Furious spittle flew, misted her cheeks.
“I’m sick of all this New Age crap you’ve been feeding me!” He shoved his face into hers. “It’s all over with, all right? This is do-or-die time. You said in your books you can contact the aliens. Well, goddamn! Get to it!”
“Not everyone comes at your silly beck and call,” she said, overriding her fear of him and returning his glare. “The Eridanians are not your ridiculous toy soldiers.”
For a moment it looked as if he might actually strike her. He was breathing so hard that his chest heaved.
“You’re lying, aren’t you?” he said with a sound between a moan and a gasp. “God. You’ve been lying to me.”
Her heart was hammering terribly now, so loud, she was certain he could hear it. His grip on her arm made her fingers tingle.
“You simply haven’t been able to sleep deeply enough to reach them,” she told him. “Don’t blame me for that.”
His eyes took on a faraway look she didn’t like.
“I know you!” Her voice rose now, strident with desperation. “You catch a couple of hours here and there. I can see the effects of sleep deprivation in your face. Really. You look just awful. How do you expect ...”
He dropped her arm; stepped away. “I take sleeping pills. That’s not it.” He looked around, at the dresser, the bed, like a child who has strayed from his mother in the busy confusion of a shopping mall. “You’ve been lying.”
She stood up, ignoring the sheerness of her nightgown. “You stupid, egotistical little man!” she said. “You can’t talk to the Eridanians if you’ve been taking sleeping pills.”
His eyes sparked in renewed anger. Faith took a long time to die, she knew. It sickened and decayed into a prolonged half-life. She realized, at that moment, Lauterbach still yearned to believe.

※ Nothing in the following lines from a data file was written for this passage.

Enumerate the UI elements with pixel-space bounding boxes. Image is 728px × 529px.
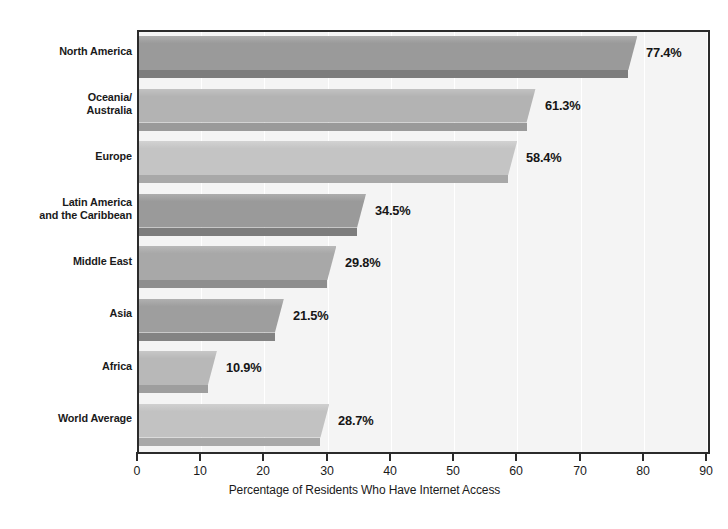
axis-tick-label: 80	[624, 463, 662, 478]
bar	[139, 299, 284, 341]
category-label: Middle East	[14, 255, 132, 269]
axis-tick-label: 0	[118, 463, 156, 478]
axis-tick-label: 30	[308, 463, 346, 478]
bar-front-face	[139, 89, 536, 123]
bar-value-label: 34.5%	[375, 203, 410, 218]
plot-area: 77.4%61.3%58.4%34.5%29.8%21.5%10.9%28.7%	[137, 30, 710, 454]
axis-tick-label: 20	[244, 463, 282, 478]
gridline	[707, 32, 708, 452]
bar-bottom-face	[139, 175, 508, 183]
bar	[139, 351, 217, 393]
bar-front-face	[139, 141, 517, 175]
axis-tick-label: 90	[687, 463, 725, 478]
internet-access-bar-chart: North AmericaOceania/ AustraliaEuropeLat…	[0, 0, 728, 529]
axis-tick-label: 70	[561, 463, 599, 478]
bar-front-face	[139, 246, 336, 280]
bar-bottom-face	[139, 385, 208, 393]
axis-tick-label: 10	[181, 463, 219, 478]
bar-value-label: 28.7%	[338, 413, 373, 428]
axis-tick-label: 40	[371, 463, 409, 478]
bar	[139, 246, 336, 288]
bar-value-label: 58.4%	[526, 150, 561, 165]
x-axis-title: Percentage of Residents Who Have Interne…	[0, 483, 728, 497]
axis-tick	[199, 452, 201, 461]
category-label: Asia	[14, 307, 132, 321]
axis-tick	[579, 452, 581, 461]
axis-tick	[705, 452, 707, 461]
category-label: Africa	[14, 360, 132, 374]
axis-tick-label: 50	[434, 463, 472, 478]
axis-tick	[326, 452, 328, 461]
category-label: Oceania/ Australia	[14, 91, 132, 118]
bar-bottom-face	[139, 333, 275, 341]
bar	[139, 404, 329, 446]
bar-front-face	[139, 36, 637, 70]
axis-tick	[262, 452, 264, 461]
axis-tick	[642, 452, 644, 461]
bar-value-label: 61.3%	[545, 98, 580, 113]
bar-bottom-face	[139, 280, 327, 288]
bar-bottom-face	[139, 123, 527, 131]
bar-front-face	[139, 351, 217, 385]
axis-tick	[389, 452, 391, 461]
x-axis-title-text: Percentage of Residents Who Have Interne…	[228, 483, 500, 497]
bar-value-label: 77.4%	[646, 45, 681, 60]
bar	[139, 89, 536, 131]
bar-front-face	[139, 404, 329, 438]
category-label: Latin America and the Caribbean	[14, 196, 132, 223]
bar-bottom-face	[139, 228, 357, 236]
bar-value-label: 29.8%	[345, 255, 380, 270]
bar	[139, 141, 517, 183]
bar	[139, 194, 366, 236]
bar-value-label: 10.9%	[226, 360, 261, 375]
bar-value-label: 21.5%	[293, 308, 328, 323]
category-label: Europe	[14, 150, 132, 164]
bar-front-face	[139, 299, 284, 333]
bar-bottom-face	[139, 70, 628, 78]
category-axis-labels: North AmericaOceania/ AustraliaEuropeLat…	[0, 0, 132, 529]
axis-tick-label: 60	[497, 463, 535, 478]
axis-tick	[515, 452, 517, 461]
gridline	[644, 32, 645, 452]
bar-front-face	[139, 194, 366, 228]
gridline	[581, 32, 582, 452]
category-label: World Average	[14, 412, 132, 426]
axis-tick	[452, 452, 454, 461]
bar-bottom-face	[139, 438, 320, 446]
category-label: North America	[14, 45, 132, 59]
axis-tick	[136, 452, 138, 461]
bar	[139, 36, 637, 78]
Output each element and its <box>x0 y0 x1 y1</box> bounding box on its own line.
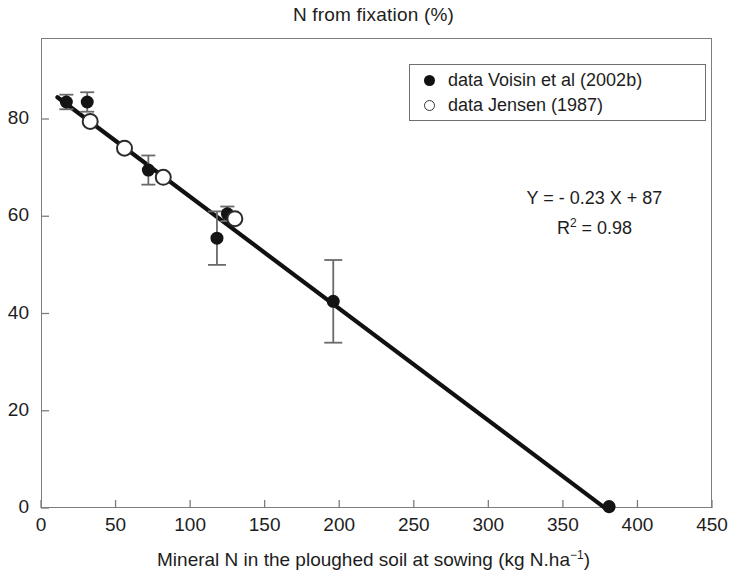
legend-item-jensen: data Jensen (1987) <box>410 92 603 118</box>
legend-item-label: data Voisin et al (2002b) <box>448 70 642 91</box>
open-circle-icon <box>410 100 448 111</box>
y-tick-label: 60 <box>0 204 29 226</box>
x-axis-label-main: Mineral N in the ploughed soil at sowing… <box>157 549 570 570</box>
x-tick-label: 50 <box>86 514 146 536</box>
figure: N from fixation (%) 020406080 0501001502… <box>0 0 747 581</box>
y-tick-label: 20 <box>0 399 29 421</box>
legend-item-voisin: data Voisin et al (2002b) <box>410 67 642 93</box>
x-tick-label: 250 <box>384 514 444 536</box>
x-tick-label: 0 <box>11 514 71 536</box>
filled-circle-icon <box>410 75 448 86</box>
x-axis-label: Mineral N in the ploughed soil at sowing… <box>0 548 747 571</box>
regression-equation: Y = - 0.23 X + 87 <box>487 186 702 211</box>
x-tick-label: 350 <box>533 514 593 536</box>
r-squared-prefix: R <box>557 218 570 238</box>
y-tick-label: 40 <box>0 302 29 324</box>
r-squared-superscript: 2 <box>570 216 577 230</box>
y-tick-label: 80 <box>0 107 29 129</box>
legend: data Voisin et al (2002b) data Jensen (1… <box>409 64 706 121</box>
r-squared-value: R2 = 0.98 <box>487 211 702 241</box>
x-tick-label: 300 <box>458 514 518 536</box>
x-tick-label: 400 <box>607 514 667 536</box>
x-tick-label: 200 <box>309 514 369 536</box>
r-squared-number: = 0.98 <box>577 218 633 238</box>
x-tick-label: 100 <box>160 514 220 536</box>
legend-item-label: data Jensen (1987) <box>448 95 603 116</box>
regression-annotation: Y = - 0.23 X + 87 R2 = 0.98 <box>487 186 702 241</box>
chart-title: N from fixation (%) <box>0 4 747 26</box>
x-axis-label-tail: ) <box>584 549 590 570</box>
x-tick-label: 150 <box>235 514 295 536</box>
x-axis-label-superscript: −1 <box>570 548 584 562</box>
x-tick-label: 450 <box>682 514 742 536</box>
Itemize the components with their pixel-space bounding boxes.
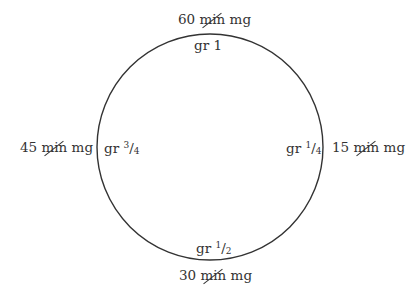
struck-min: min [41, 141, 67, 155]
outer-label-bottom: 30 min mg [179, 269, 252, 283]
inner-label-top: gr 1 [194, 39, 222, 53]
inner-label-right: gr 1/4 [286, 141, 321, 156]
inner-label-left: gr 3/4 [104, 141, 139, 156]
struck-min: min [353, 141, 379, 155]
outer-label-right: 15 min mg [332, 141, 405, 155]
inner-label-bottom: gr 1/2 [196, 241, 231, 256]
struck-min: min [200, 269, 226, 283]
outer-label-left: 45 min mg [20, 141, 93, 155]
outer-label-top: 60 min mg [178, 13, 251, 27]
struck-min: min [199, 13, 225, 27]
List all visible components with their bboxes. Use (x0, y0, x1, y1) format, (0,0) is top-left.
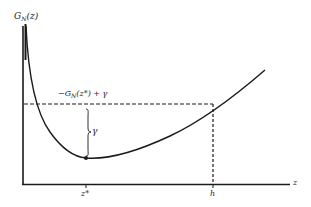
y-label-arg: (z) (26, 11, 38, 21)
level-label-rest: (z*) + γ (76, 89, 107, 98)
level-label-prefix: −G (58, 89, 71, 98)
y-axis-label: GN(z) (14, 12, 38, 22)
minimum-point (84, 156, 88, 160)
diagram-canvas (0, 0, 311, 207)
x-axis-label: z (293, 179, 297, 187)
level-label: −GN(z*) + γ (58, 90, 107, 99)
z-star-label: z* (81, 190, 89, 198)
gamma-brace (86, 109, 91, 156)
gamma-label: γ (92, 127, 97, 136)
h-label: h (210, 190, 215, 198)
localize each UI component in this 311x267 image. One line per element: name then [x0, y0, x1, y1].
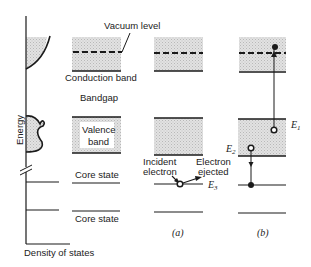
- e1-hole: [271, 127, 277, 133]
- e2-arrowhead: [249, 162, 254, 167]
- auger-electron: [272, 44, 278, 50]
- panel-a-label: (a): [172, 227, 184, 239]
- core-electron-filled: [248, 182, 254, 188]
- energy-axis-label: Energy: [14, 115, 25, 145]
- incident-electron-label-2: electron: [143, 166, 177, 177]
- panel-b-conduction-fill: [239, 37, 286, 71]
- e3-label: E3: [207, 179, 218, 192]
- bandgap-label: Bandgap: [80, 92, 118, 103]
- conduction-band-fill: [72, 37, 121, 71]
- core-state-label-1: Core state: [75, 169, 119, 180]
- panel-a-conduction-fill: [154, 37, 203, 71]
- panel-b-label: (b): [257, 227, 269, 239]
- panel-a-valence-fill: [154, 118, 203, 155]
- valence-band-label-2: band: [88, 136, 109, 147]
- photoemission-diagram: Energy Density of states Vacuum level Co…: [0, 0, 311, 267]
- vacuum-level-label: Vacuum level: [104, 20, 160, 31]
- e1-label: E1: [290, 119, 301, 132]
- core-state-label-2: Core state: [75, 213, 119, 224]
- valence-band-label-1: Valence: [82, 124, 116, 135]
- vacuum-level-pointer: [122, 33, 130, 52]
- e2-hole: [248, 145, 254, 151]
- panel-b-valence-fill: [238, 119, 286, 156]
- electron-ejected-label-2: ejected: [198, 166, 229, 177]
- core-hole: [177, 181, 183, 187]
- e2-label: E2: [225, 143, 236, 156]
- band-diagram-reference: Vacuum level Conduction band Bandgap Val…: [65, 20, 160, 224]
- panel-b: E1 E2 (b): [225, 37, 301, 239]
- dos-axis-label: Density of states: [24, 247, 94, 258]
- conduction-band-label: Conduction band: [65, 72, 137, 83]
- panel-a: Incident electron Electron ejected E3 (a…: [143, 37, 231, 239]
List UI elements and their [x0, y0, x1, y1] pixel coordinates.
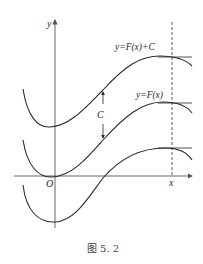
curve-upper: [23, 56, 192, 127]
middle-curve-label: y=F(x): [135, 90, 163, 101]
origin-label: O: [46, 178, 53, 189]
x-axis-label: x: [168, 177, 174, 188]
curve-middle: [23, 102, 192, 177]
upper-curve-label: y=F(x)+C: [114, 42, 155, 53]
antiderivative-family-diagram: y x O y=F(x)+C y=F(x) C 图 5. 2: [0, 0, 203, 264]
shift-label: C: [97, 109, 104, 120]
y-axis-label: y: [46, 18, 52, 29]
figure-caption: 图 5. 2: [87, 243, 119, 254]
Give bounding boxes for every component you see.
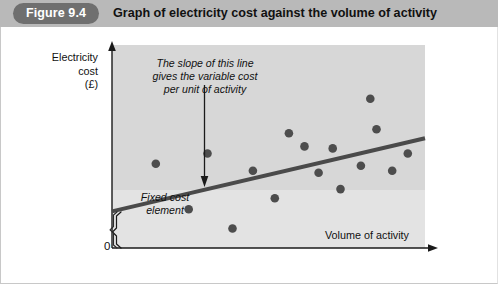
- y-axis-label-line-2: cost: [78, 65, 98, 77]
- fixed-cost-annotation-line-1: Fixed cost: [141, 191, 189, 203]
- data-point: [314, 169, 323, 178]
- figure-container: Figure 9.4 Graph of electricity cost aga…: [0, 0, 498, 284]
- data-point: [328, 144, 337, 153]
- data-point: [357, 161, 366, 170]
- y-axis-label-line-1: Electricity: [52, 51, 98, 63]
- data-point: [300, 142, 309, 151]
- data-point: [404, 149, 413, 158]
- figure-number-badge: Figure 9.4: [13, 3, 99, 24]
- data-point: [271, 194, 280, 203]
- chart-area: Electricity cost (£) Volume of activity …: [0, 27, 498, 284]
- data-point: [388, 167, 397, 176]
- x-axis-label: Volume of activity: [325, 229, 409, 241]
- data-point: [372, 125, 381, 134]
- x-axis-arrowhead: [428, 244, 438, 252]
- data-point: [336, 185, 345, 194]
- figure-title: Graph of electricity cost against the vo…: [113, 0, 437, 27]
- y-axis-label-line-3: (£): [85, 78, 98, 90]
- fixed-cost-annotation-line-2: element: [146, 204, 184, 216]
- slope-annotation-line-2: gives the variable cost: [153, 70, 258, 82]
- figure-header-bar: Figure 9.4 Graph of electricity cost aga…: [0, 0, 498, 27]
- data-point: [366, 94, 375, 103]
- data-point: [228, 224, 237, 233]
- slope-annotation: The slope of this line gives the variabl…: [130, 57, 280, 97]
- data-point: [249, 167, 258, 176]
- slope-annotation-line-3: per unit of activity: [164, 83, 246, 95]
- fixed-cost-annotation: Fixed cost element: [120, 191, 210, 217]
- slope-annotation-line-1: The slope of this line: [156, 57, 253, 69]
- y-axis-label: Electricity cost (£): [20, 51, 98, 92]
- figure-number-label: Figure 9.4: [13, 3, 99, 24]
- data-point: [285, 129, 294, 138]
- origin-label: 0: [104, 240, 110, 252]
- data-point: [152, 159, 161, 168]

“Did you take pills tonight?” she asked.
“No, I just—”
“Go straight to bed,” she said curtly. “You’re living on drugs, that’s what you’re doing.” She had never played the Game so boldly and so well. Her skill gave her a giddy sense of pride. “No wonder the Eridanians can’t understand.” His shoulders sagged.
“For Christ’s sake, lady. I can’t sleep.”
“Well, you’d just better, hadn’t you? You’d just better try.”
He straightened. His gaze became Machiavellian. She hadn’t seen that shrewdness in his face in a long time. “You’re lying,” he told her.
“How will you ever know?” she smirked.
For a moment he stood, regarding her skeptically. Then he whirled and stalked out.
“Sir?” a waiting aide asked. “Will you call General Brown now, sir? To arrange the ordnance for the B-2s?’
The door slammed on Lauterbach’s reply.
IN THE LIGHT
Rita turned the corner of the stacks and saw Lauterbach. His eyes were red-rimmed, his face a sickly gray.
“I have a message,” he told her, his expression intent.
“Fuck you,” she answered. “What do you expect me to do, salute? You want ‘Yes, sir, what is the message, sir?’ Well, up your four-star ass, sir. I didn’t ask to be sent here.”
‘There isn’t much time,” he said. “You need to ask them to help.”
“Who, the aliens?” she laughed. “Help with what?”